In an attempt to reduce the number of people migrating from the countryside to the cities, governments have put more funds into rural development for things like village schools, clinics, and sewers. In some places craft and weaving schools have been set up for young men and women to give them a basic education and teach them skills they can use in their villages. Even so, there are so many village and rural communities out there that these programs affect a relatively small number of people.
Perhaps the biggest help to villagers is the $45 billion sent back to relatives from migrant workers who left the villages. Without this money many villages would die.
See Taxes, Government; Improvements for Farmers, Agriculture, Economics; Electricity, Energy, Public Services
The Chinese economist Hu Angang has called for large amounts of money to be spent in the countryside in what some Western analysts call "a Chinese New Deal." In regard to talk about investments in the poorer provinces, local people often say, "the thunder is huge, but the raindrops are tiny."
Undermining the ability of rural poor to help themselves are government policies that require them to grow grain when they could make more money growing fruits and vegetables and policies that restrict the migration to the cities. Some of programs end up cheating villagers. Some farmers surrendered their land for reforestation programs that promised $65 a year for the rest of their life but ended up receiving nothing,.
Hu Jintao Government and Help for Rural Poor
In a New Year speech in 2007, Hu said he was committed to spreading the wealth in China so the have-nots could get their share. In his speech a before the 17th Congress in October 2007 Hu said, “There are still a considerable number of impoverished and low-income people in both urban and rural areas and it has become difficult to accommodate the interests of all sides.”
Over a two year period starting in 2003 the Chinese government paved more rural roads than it did in the previous half century.
By 2007 there was a shift in focus on policy with the government saying that it was just as responsible for improving the quality of life as it was for delivering economic growth.
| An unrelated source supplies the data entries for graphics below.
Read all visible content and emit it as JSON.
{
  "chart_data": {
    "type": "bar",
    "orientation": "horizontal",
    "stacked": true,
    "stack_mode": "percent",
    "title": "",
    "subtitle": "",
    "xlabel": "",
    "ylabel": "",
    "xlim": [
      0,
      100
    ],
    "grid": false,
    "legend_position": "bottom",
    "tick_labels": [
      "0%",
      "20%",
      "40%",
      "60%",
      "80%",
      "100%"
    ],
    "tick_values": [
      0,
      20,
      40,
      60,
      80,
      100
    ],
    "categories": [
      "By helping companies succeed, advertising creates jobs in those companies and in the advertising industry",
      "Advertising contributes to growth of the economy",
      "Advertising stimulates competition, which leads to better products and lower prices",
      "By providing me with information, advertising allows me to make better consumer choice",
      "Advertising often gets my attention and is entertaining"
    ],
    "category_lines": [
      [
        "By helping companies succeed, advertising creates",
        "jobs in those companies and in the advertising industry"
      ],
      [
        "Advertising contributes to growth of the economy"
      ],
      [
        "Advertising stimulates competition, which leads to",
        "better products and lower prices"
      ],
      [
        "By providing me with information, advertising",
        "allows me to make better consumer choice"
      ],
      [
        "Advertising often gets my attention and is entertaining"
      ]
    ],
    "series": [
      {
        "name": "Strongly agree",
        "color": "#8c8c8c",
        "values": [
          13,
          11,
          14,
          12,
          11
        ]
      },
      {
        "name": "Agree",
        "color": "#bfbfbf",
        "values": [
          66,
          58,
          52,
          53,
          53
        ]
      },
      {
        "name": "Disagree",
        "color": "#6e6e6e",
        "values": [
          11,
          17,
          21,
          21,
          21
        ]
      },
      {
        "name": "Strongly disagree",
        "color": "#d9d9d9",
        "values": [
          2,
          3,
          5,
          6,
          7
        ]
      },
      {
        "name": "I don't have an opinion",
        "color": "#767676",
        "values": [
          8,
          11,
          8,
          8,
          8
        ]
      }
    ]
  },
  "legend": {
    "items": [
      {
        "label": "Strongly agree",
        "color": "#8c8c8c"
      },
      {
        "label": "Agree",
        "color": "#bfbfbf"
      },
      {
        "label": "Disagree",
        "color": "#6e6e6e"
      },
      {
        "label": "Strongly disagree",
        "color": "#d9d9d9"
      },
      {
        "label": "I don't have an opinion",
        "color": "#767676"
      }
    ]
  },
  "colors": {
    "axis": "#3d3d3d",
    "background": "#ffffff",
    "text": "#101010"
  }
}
The shift is at least partly a reaction to increasing discontent over income disparities, land seizures and other problems.
In a speech in March 2006, Chinese Prime Minister Wen Jiabao promised massive social spending in the poor countryside. Wen said “building a new socialist countryside” is a major historic task and said the government would spend $5.2 billion on rural schools, hospitals, crop subsidies and other programs, raising spending in these areas by 15 percent.
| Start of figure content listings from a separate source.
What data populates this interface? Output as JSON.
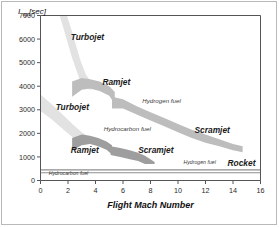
{
  "figure": {
    "border_color": "#b9b9b9",
    "background": "#ffffff"
  },
  "chart_data": {
    "type": "area",
    "title": "",
    "subtitle": "",
    "xlabel": "Flight Mach Number",
    "ylabel": "I",
    "ylabel_sub": "sp",
    "ylabel_unit": "[sec]",
    "xlim": [
      0,
      16
    ],
    "ylim": [
      0,
      7000
    ],
    "xticks": [
      0,
      2,
      4,
      6,
      8,
      10,
      12,
      14,
      16
    ],
    "xtick_labels": [
      "0",
      "2",
      "4",
      "6",
      "8",
      "10",
      "12",
      "14",
      "16"
    ],
    "yticks": [
      0,
      1000,
      2000,
      3000,
      4000,
      5000,
      6000,
      7000
    ],
    "ytick_labels": [
      "0",
      "1000",
      "2000",
      "3000",
      "4000",
      "5000",
      "6000",
      "7000"
    ],
    "grid": false,
    "legend_position": "inline-annotations",
    "colors": {
      "hydrogen_band_light": "#e2e2e2",
      "hydrogen_band": "#c3c3c3",
      "hydrocarbon_band": "#a8a8a8",
      "rocket_line": "#8e8e8e",
      "axis": "#555555"
    },
    "series": [
      {
        "name": "Turbojet (hydrogen fuel)",
        "fuel": "Hydrogen fuel",
        "color": "#e2e2e2",
        "x": [
          0.9,
          1.6,
          2.3,
          2.9,
          3.3,
          3.6,
          3.9
        ],
        "y_upper": [
          8600,
          7600,
          6300,
          5100,
          4500,
          4250,
          4150
        ],
        "y_lower": [
          7900,
          6600,
          5200,
          4200,
          3950,
          3850,
          3900
        ]
      },
      {
        "name": "Ramjet (hydrogen fuel)",
        "fuel": "Hydrogen fuel",
        "color": "#bdbdbd",
        "x": [
          2.3,
          3.0,
          3.6,
          4.3,
          5.0,
          5.4
        ],
        "y_upper": [
          4200,
          4350,
          4300,
          4200,
          4000,
          3750
        ],
        "y_lower": [
          3550,
          3850,
          3900,
          3800,
          3600,
          3250
        ]
      },
      {
        "name": "Scramjet (hydrogen fuel)",
        "fuel": "Hydrogen fuel",
        "color": "#bdbdbd",
        "x": [
          5.2,
          6.0,
          7.0,
          8.0,
          9.0,
          10.0,
          11.0,
          12.0,
          13.0,
          14.0,
          14.7
        ],
        "y_upper": [
          3550,
          3450,
          3150,
          2900,
          2650,
          2400,
          2150,
          1950,
          1750,
          1550,
          1450
        ],
        "y_lower": [
          3050,
          3050,
          2800,
          2550,
          2300,
          2050,
          1800,
          1600,
          1450,
          1280,
          1200
        ]
      },
      {
        "name": "Turbojet (hydrocarbon fuel)",
        "fuel": "Hydrocarbon fuel",
        "color": "#e2e2e2",
        "x": [
          0.0,
          0.8,
          1.6,
          2.4,
          3.0,
          3.4
        ],
        "y_upper": [
          3650,
          3250,
          2800,
          2350,
          2050,
          1900
        ],
        "y_lower": [
          2950,
          2600,
          2200,
          1800,
          1600,
          1550
        ]
      },
      {
        "name": "Ramjet (hydrocarbon fuel)",
        "fuel": "Hydrocarbon fuel",
        "color": "#9e9e9e",
        "x": [
          2.3,
          3.0,
          3.6,
          4.2,
          4.8,
          5.2
        ],
        "y_upper": [
          1800,
          1950,
          1900,
          1800,
          1650,
          1500
        ],
        "y_lower": [
          1280,
          1500,
          1550,
          1450,
          1300,
          1100
        ]
      },
      {
        "name": "Scramjet (hydrocarbon fuel)",
        "fuel": "Hydrocarbon fuel",
        "color": "#9e9e9e",
        "x": [
          5.1,
          5.8,
          6.5,
          7.1,
          7.6,
          8.3
        ],
        "y_upper": [
          1450,
          1380,
          1280,
          1180,
          1050,
          780
        ],
        "y_lower": [
          1080,
          1000,
          900,
          830,
          700,
          700
        ]
      },
      {
        "name": "Rocket (hydrogen fuel)",
        "fuel": "Hydrogen fuel",
        "color": "#8e8e8e",
        "type": "line",
        "x": [
          0,
          16
        ],
        "y": [
          450,
          450
        ]
      },
      {
        "name": "Rocket (hydrocarbon fuel)",
        "fuel": "Hydrocarbon fuel",
        "color": "#8e8e8e",
        "type": "line",
        "x": [
          0,
          16
        ],
        "y": [
          330,
          330
        ]
      }
    ],
    "annotations": [
      {
        "id": "turbojet-h2",
        "text": "Turbojet",
        "x": 2.2,
        "y": 5950,
        "style": "band"
      },
      {
        "id": "ramjet-h2",
        "text": "Ramjet",
        "x": 4.5,
        "y": 4050,
        "style": "band"
      },
      {
        "id": "hydrogen-fuel-mid",
        "text": "Hydrogen fuel",
        "x": 7.4,
        "y": 3300,
        "style": "fuel"
      },
      {
        "id": "scramjet-h2",
        "text": "Scramjet",
        "x": 11.2,
        "y": 2000,
        "style": "band"
      },
      {
        "id": "turbojet-hc",
        "text": "Turbojet",
        "x": 1.1,
        "y": 3000,
        "style": "band"
      },
      {
        "id": "hydrocarbon-fuel-mid",
        "text": "Hydrocarbon fuel",
        "x": 4.6,
        "y": 2120,
        "style": "fuel"
      },
      {
        "id": "ramjet-hc",
        "text": "Ramjet",
        "x": 2.2,
        "y": 1180,
        "style": "band"
      },
      {
        "id": "scramjet-hc",
        "text": "Scramjet",
        "x": 7.1,
        "y": 1180,
        "style": "band"
      },
      {
        "id": "hydrogen-fuel-rkt",
        "text": "Hydrogen fuel",
        "x": 10.4,
        "y": 700,
        "style": "fuel-sm"
      },
      {
        "id": "rocket",
        "text": "Rocket",
        "x": 13.6,
        "y": 620,
        "style": "band"
      },
      {
        "id": "hydrocarbon-fuel-rkt",
        "text": "Hydrocarbon fuel",
        "x": 0.6,
        "y": 250,
        "style": "fuel-sm"
      }
    ]
  }
}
China spent $70 billion on rural development in 2008, a quarter more than in 2007, on roads, health care, education, agricultural subsidies and things like patching up crumbling dams. Beijing hopes the measures will do something to shrink the gap between the rich coastal cities and the rural interior and reduce the number of migrant workers to the cities by giving them more opportunities at home.
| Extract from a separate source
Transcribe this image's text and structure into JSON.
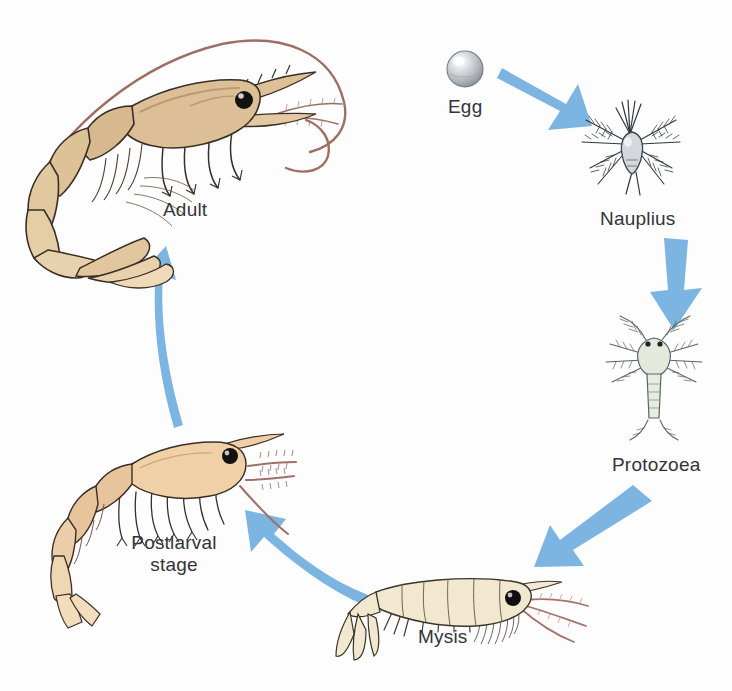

Image Sources: 1) Pole man, Bucklin archives http://www.bucklinchinaarchive.com/ ; 2) Chores, Agroecology ; 3) Sewing ladies, Nolls China website http://www.paulnoll.com/China/index.html ; 4) Others Beifan.com http://www.beifan.com/
Text Sources: New York Times, Washington Post, Los Angeles Times, Times of London, National Geographic, The New Yorker, Time, Newsweek, Reuters, AP, Lonely Planet Guides, Compton’s Encyclopedia and various books and other publications.